A health pod, designed to take primary healthcare facilities to disadvantaged communities, in
Musina, Limpopo, is set for deployment following a recent donation of a R355 000 towing vehicle by
the South African Muslim Charitable Trust (SAMCT).
Unjani Clinics presently operates 164 care settings, inclusive of 154 clinics, two mobile clinics and
eight health pods nationally. The lack of a suitable vehicle has letithe organisation’s Musina-based
health pod stranded until the SAMCT vehicle sponsorship offer.
Reflecting on its sponsorship initiative, SAMCT representative, Mr Gaff Osman, said: “So many of
South Africa’s historically disadvantaged community members – and especially those located in
remote rural areas – do not have ready access to, or cannot afford transport to travel to healthcare
facilities whenever necessary. Accordingly, an urgent need has emerged in this country to take
primary healthcare to such communities and that is exactly what Unjani Clinics does.”

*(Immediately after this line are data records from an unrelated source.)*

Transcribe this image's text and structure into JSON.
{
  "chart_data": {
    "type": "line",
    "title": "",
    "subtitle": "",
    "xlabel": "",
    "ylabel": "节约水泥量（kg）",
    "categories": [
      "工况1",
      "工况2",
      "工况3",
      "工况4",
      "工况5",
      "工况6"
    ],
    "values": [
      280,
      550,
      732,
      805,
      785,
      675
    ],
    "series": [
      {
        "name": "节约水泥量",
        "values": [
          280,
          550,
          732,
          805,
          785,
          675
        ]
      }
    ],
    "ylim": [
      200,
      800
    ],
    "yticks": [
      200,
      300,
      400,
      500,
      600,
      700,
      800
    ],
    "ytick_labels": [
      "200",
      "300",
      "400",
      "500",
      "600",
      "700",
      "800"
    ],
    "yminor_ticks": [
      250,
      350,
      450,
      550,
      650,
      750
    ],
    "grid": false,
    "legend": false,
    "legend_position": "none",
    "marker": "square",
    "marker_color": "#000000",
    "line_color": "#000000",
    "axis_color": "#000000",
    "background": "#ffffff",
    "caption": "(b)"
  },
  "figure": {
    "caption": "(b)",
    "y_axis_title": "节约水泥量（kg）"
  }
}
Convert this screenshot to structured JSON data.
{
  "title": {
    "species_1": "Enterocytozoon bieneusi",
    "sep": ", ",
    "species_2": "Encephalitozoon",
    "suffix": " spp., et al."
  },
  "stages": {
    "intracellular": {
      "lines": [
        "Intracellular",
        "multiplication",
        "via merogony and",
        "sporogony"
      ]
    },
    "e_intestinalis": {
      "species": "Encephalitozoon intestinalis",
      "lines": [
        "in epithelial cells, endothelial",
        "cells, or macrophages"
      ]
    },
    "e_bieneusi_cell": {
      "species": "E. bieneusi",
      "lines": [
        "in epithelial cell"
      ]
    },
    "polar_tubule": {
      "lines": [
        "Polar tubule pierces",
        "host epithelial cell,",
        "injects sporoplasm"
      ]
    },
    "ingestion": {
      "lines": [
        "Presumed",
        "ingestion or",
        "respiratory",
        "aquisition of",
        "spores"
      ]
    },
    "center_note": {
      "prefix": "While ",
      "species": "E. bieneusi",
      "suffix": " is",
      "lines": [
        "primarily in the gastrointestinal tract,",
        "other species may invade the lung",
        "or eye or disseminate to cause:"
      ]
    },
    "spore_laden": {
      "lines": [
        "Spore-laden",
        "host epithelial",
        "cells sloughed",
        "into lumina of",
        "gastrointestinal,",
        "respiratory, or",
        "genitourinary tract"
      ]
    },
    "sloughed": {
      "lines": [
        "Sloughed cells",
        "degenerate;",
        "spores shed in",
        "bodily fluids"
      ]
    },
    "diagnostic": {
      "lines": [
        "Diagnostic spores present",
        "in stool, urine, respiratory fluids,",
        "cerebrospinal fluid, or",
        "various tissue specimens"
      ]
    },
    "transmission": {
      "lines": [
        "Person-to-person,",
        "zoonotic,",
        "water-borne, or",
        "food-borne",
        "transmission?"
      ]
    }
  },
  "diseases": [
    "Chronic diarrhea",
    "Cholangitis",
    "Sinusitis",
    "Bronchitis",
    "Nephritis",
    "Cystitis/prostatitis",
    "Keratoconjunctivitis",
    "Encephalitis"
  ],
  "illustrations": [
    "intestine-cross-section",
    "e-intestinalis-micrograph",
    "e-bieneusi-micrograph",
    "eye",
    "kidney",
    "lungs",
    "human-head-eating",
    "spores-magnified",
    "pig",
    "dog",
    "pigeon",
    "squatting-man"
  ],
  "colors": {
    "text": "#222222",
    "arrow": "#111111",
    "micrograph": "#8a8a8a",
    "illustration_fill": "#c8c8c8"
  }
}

“Unjani Clinics is commited to providing community access to affordable, quality care. However, its
ability to extend such a service to those in the environs of Musina has been compromised by
transport issues,” he added.
Unjani Clinics exists to provide effective and inexpensive healthcare services to communities across
South Africa by creating a network of clinics owned and operated by Black female professional
nurses. The organisation’s primary objective is to empower Black women, improve the quality of and
access to healthcare and to create permanent new employment opportunities within targeted
communities.
Founded on an owner-operator model and social franchising principles, the organisation’s clinics
provide vital health facilities for the country’s under-served communities, ensuring the effective
delivery of quality healthcare at an affordable rate, together with the provision of medicines at the
point of need.
Mr Osman commented: “This is a most laudable venture and compliments the re-engineering and
strengthening of South Africa’s healthcare system through the creation of highly accessible
community-based healthcare capacity in places of greatest need. This organisation’s vision and work
is shitiing primary healthcare tasks to professional nurses, so ensuring greater numbers of people are
afforded access to crucial care and medication.”

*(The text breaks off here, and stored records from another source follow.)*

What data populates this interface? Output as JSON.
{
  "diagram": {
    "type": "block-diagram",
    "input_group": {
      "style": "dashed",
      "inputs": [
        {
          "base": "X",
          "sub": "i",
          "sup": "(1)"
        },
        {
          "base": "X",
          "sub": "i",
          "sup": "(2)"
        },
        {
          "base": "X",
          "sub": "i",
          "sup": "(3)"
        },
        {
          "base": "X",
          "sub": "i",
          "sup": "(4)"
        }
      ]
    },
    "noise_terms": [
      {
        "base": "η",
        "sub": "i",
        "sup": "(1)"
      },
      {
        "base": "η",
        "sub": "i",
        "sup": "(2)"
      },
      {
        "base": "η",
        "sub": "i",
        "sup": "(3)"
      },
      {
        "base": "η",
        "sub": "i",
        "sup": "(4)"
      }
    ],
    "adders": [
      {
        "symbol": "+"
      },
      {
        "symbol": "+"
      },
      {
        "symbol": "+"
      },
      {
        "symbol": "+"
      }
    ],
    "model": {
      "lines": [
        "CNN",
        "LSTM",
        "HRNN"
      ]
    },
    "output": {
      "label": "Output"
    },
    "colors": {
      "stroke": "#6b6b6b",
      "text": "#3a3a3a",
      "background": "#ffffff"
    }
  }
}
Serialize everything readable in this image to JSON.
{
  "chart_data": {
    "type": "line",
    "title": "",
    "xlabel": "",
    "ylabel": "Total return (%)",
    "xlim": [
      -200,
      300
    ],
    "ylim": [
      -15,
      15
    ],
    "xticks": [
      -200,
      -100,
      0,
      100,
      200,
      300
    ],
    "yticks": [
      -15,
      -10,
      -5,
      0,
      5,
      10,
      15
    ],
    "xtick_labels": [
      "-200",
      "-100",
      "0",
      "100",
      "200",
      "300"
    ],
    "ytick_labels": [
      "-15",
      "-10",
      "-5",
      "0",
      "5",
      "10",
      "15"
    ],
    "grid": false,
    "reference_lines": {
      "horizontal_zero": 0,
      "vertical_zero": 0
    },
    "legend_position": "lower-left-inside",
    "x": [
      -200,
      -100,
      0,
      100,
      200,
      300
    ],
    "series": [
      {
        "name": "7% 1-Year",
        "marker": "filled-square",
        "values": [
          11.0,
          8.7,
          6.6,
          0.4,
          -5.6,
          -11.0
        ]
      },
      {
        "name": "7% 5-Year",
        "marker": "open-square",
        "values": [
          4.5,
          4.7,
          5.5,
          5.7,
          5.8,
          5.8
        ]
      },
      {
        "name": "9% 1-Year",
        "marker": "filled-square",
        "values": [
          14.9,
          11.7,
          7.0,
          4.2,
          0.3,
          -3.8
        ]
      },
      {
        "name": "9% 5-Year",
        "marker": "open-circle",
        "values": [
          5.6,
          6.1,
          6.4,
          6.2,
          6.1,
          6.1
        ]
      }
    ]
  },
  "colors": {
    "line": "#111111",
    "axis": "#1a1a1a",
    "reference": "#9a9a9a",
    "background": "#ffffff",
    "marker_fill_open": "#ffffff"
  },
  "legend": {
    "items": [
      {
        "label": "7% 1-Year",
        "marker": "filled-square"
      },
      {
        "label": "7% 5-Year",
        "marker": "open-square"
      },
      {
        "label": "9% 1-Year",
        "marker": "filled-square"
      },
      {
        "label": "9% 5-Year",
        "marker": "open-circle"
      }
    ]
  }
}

“In view of the fact that Unjani Clinics is at the sharp end of the clinic delivery mechanism and
operates an exceptionally workable business model, we of the SAMCT were pleased to be in the
position to assist resolve an organisational shortcoming, by providing an appropriate vehicle so that
the Musina health pod might be brought into effective operation. By puting it to its intended use,
the organisation is now able to extend the reach of its dedicated team of nurses and the primary

healthcare services they offer to far greater numbers of disadvantaged people in this area,” said Mr
Osman.
The SAMCT was created in 2008, the result of a partnership between Old Mutual Unit Trusts and Al
Baraka Bank, for the creation, marketing and distribution of a suite of Shariah Funds. The
organisation provides funding, services and other resources for the improvement of the lives of the
vulnerable, deprived and disadvantaged. It has been singularly successful in delivering sizeable
assistance solutions throughout South Africa – irrespective of race or religion – and continues to work
to support needy organisations in the fields of healthcare, social development, poverty alleviation
and education.
According to the World Health Organisation, ‘primary healthcare is usually the first point of contact
people have with their healthcare system and, ideally, should provide comprehensive, affordable,
community-based care throughout life.’
Mr Osman said: “This is what Unjani Clinics is all about. It has broken the healthcare status-quo and
is working to empower communities with knowledge, skills and access to affordable healthcare, so
as to manage their health independently. The organisation is founded on the premise of educating
and training nurses, who become owner-operators, for positive development and healthcare
outcomes. Its innovative approach to delivering primary healthcare at the point of need is something
to be further encouraged and expanded upon for the undoubted benefit of otherwise deprived
communities. Accordingly, the SAMCT is both proud and privileged to be associated with Unjani
Clinics – an organisation so clearly dedicated to both the concept of taking healthcare to the people

and in promoting the spirit of entrepreneurship and employment creation through its owner-
operator nursing approach.”

“We are confident that our financial assistance will assist in giving renewed impetus to both the
delivery of primary healthcare and the additional promotion of entrepreneurship amongst nursing
professionals in the Limpopo’s Musina area going forward,” Mr Osman said.